Have you noticed that this is the first time that google is dictating webmasters a rule this directly.
I think you should give more attention to proxy hijack sites , sites using google search results a spam and more before paid links.
Whay should we play it with the google way , why should I add nofollow to my outgoing links ???
Thanks
The thing is, I have paid for advertising and wanted the links (you did say get inbound links that are relevant). Now you say I've done a bad thing - I haven't. Make up your mind - you are affecting my results placements and thus my work. By business fluctuates at your whim. Surprise, surprise - my only solution may be to pay you through Adwords. Well as long as you are the ones being paid it seems OK. Enough is enough - do something fair or suffer the inevitable backlash.
All the best Keith
By the way I'm not a Google rep or anything to do with them - its just my user name.
Wow - could have had some fun there !!! LOL
All the best
Keith
I just learned that your site can be penalized if you sell paid links and do not use the "no follow" within the post... I am glad I found this post!
What are your thoughts on the comment luv plugin some bloggers use? Does it disable the "no follow" in the comments area and is this plugin unethical?
I sometimes write paid articles for companies/ products that I feel are relevant, I disclose this in my site wide disclosure policy but I don't want to loose page rank or get reported for doing something wrong..
Does google have a means for reporting individuals and businesses that run multiple domains with websites that are similar, but appear to be different companies?
I'm running into this more and more and these individuals are choking their competitors out of the results.
DTSL Williams, you can use our spam report form to report this type of information to Google.

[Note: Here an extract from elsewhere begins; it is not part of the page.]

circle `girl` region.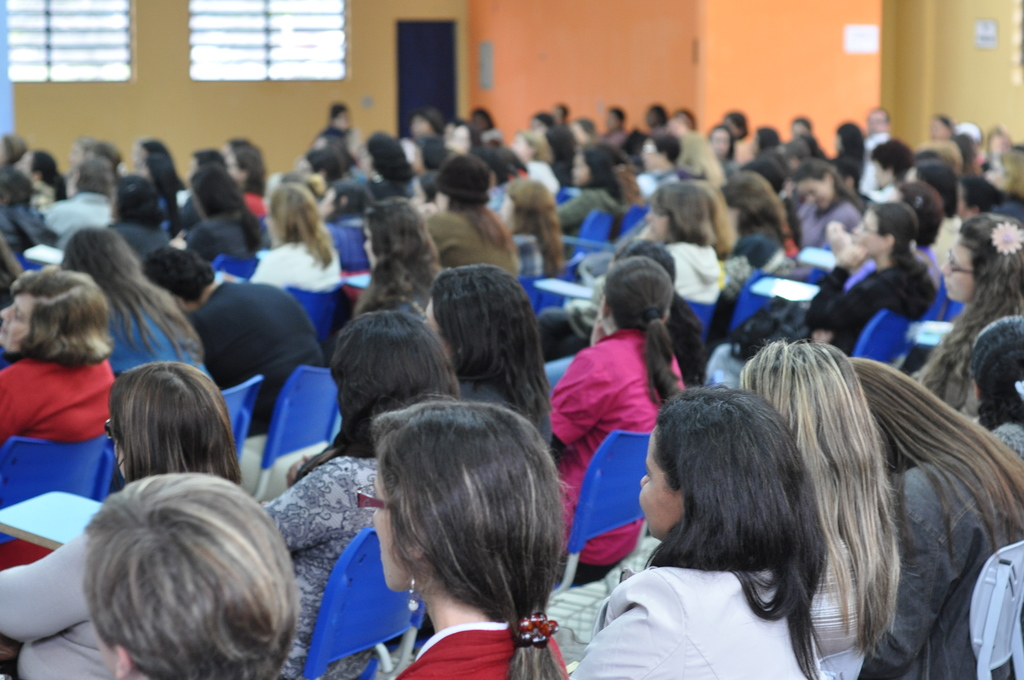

There is an authenticated version in Webmaster Tools, as well as a publicly available form.
It seems that the displayed pr of a site will drop in a punishment as oppose to the site being dropped or punished for the offence in a rankings manner. Certainly seems to have happened with our site. That makes sense to google as we are now they believe less attractive to sites trying to purchase links. however its all a bit silly, it is obviously going to punish 90% of small business people trying to monetize thier sites as oppose to the big spending cheats as it were. Of course you can monetize it with google ads and it doesnt matter of your page rank. I accept the punishment but think it is wrong to drop us from pr5 to pr0 as this will concern the natural quantity of sites that point to us who may now think we are doing something unethical- A warning i believe is justified at least from google if this is the case.

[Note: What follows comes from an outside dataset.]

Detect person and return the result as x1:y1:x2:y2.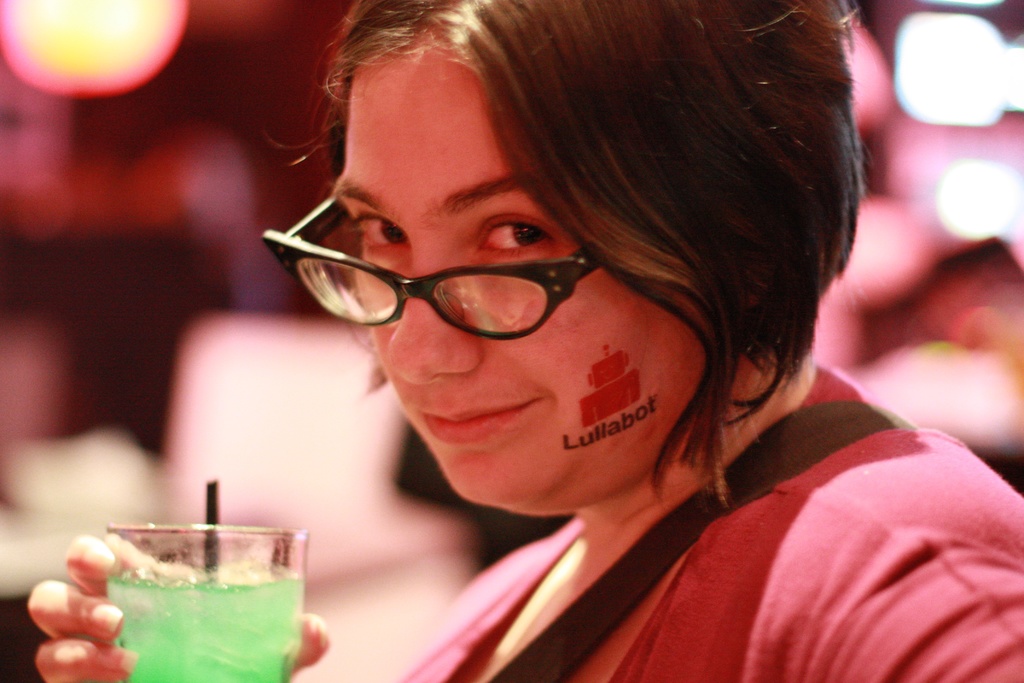
27:0:1023:679.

I have links to my site and visa versa. But as i know there is nothing wrong with as it's just people trying to grow their business. Graham - www.logo-n-stitch.co.uk
I think we need to get some clarrification on what is a paid link and what is not. Would you consider the Yahoo Directory a Paid Link?

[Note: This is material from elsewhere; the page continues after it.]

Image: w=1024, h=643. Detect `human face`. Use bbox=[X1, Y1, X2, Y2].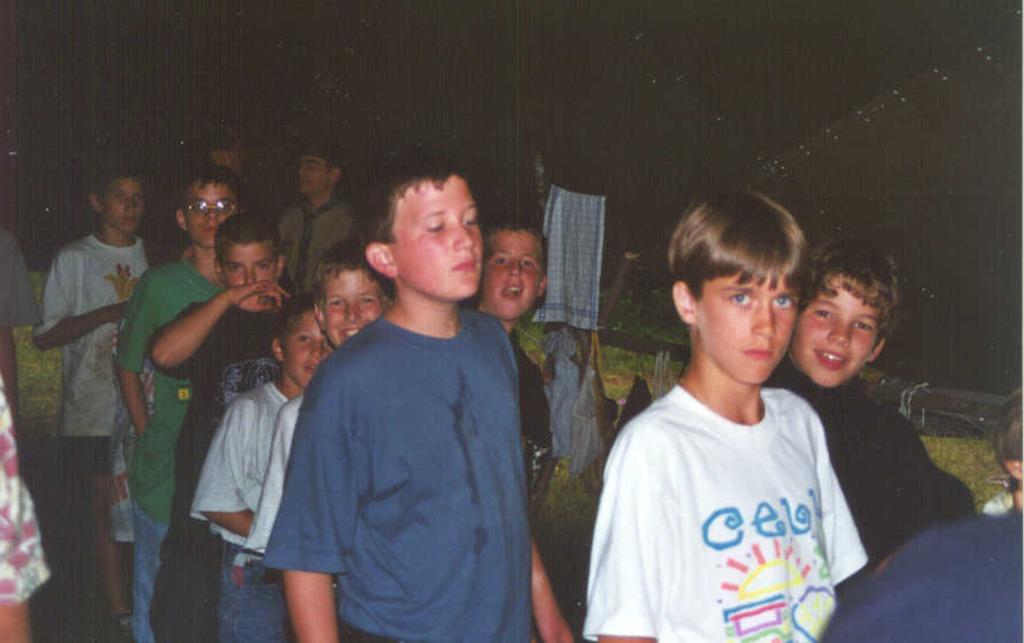
bbox=[211, 146, 242, 176].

https://ecom.yahoo.com/dir/reference/cost
I can say that Google is selective. Small blogs were hit really bad and some were even forced out of the results while big blogs where hit mildly.
Hi everyone,
Since several months have passed since we published this post, we're closing the comments to help us focus on the work ahead. If you still have a question or comment you'd like to discuss, free to visit and/or post your topic in our Webmaster Help Group.